Wednesday, July 19, 2006

Somebody Pick Me Up Off the Floor

Feeling at loose ends today, and slightly masochistic, I guess, I got into my Xanga account and from there went over to Chris's ex-girlfriend's blog, just to see what was up with her. I'm still reeling.

Out of curiosity, I paged back through her blog, back two years ago, when they were together. And nearly all of it is gone.

All but one photo of him.
All the references to the week she spent with us.
All the references of the trip they took together into northern New Hampshire.
Nearly every reference to his first winter in PA -- she had a cute blog up about how much fun they'd had while shoveling out the driveway. Gone.
All the references to what it was like to have a railroader for a boyfriend -- she liked trains, too, and those were very cute. All gone.
The post she had written about her first Pascha as an Orthodox Christian, gone. (Interestingly, the post about her baptism is still up.)

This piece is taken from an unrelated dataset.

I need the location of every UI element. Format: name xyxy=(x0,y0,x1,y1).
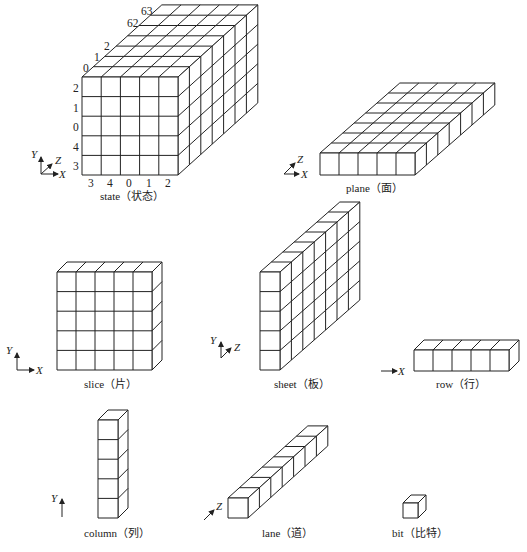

He loved her so much. For their first (and last) Christmas together, he walked twelve miles to buy her a present -- he was a bus driver at the time, and had driven a charter to Atlantic City. Having several hours at his disposal, but no transportation other than his bus, he walked six miles to the nearest mall, and six miles back, to buy her a DVD she'd been wanting. No reference to that. No reference to their Christmas together at all.

I guess I'm having a hard time believing that someone who loved her so much that he left home for her, has ceased to exist in her mind. And why? Because once he moved closer to his railroad job, she felt "abandoned." He told us that that was why she dumped him -- she didn't feel as if she "mattered" in his life anymore, probably because he wasn't driving an hour and a half to her house every single evening.

I just can't conceive of such cold-bloodedness.

1 comment:

Anonymous said...

When a relationship is over, it is over. It's not about "cold-bloodedness"; it's about moving on. In fact, she may have been too warm-blooded about it such that it grieved and pained her every time she thought of her old flame, and felt it best to erase the past.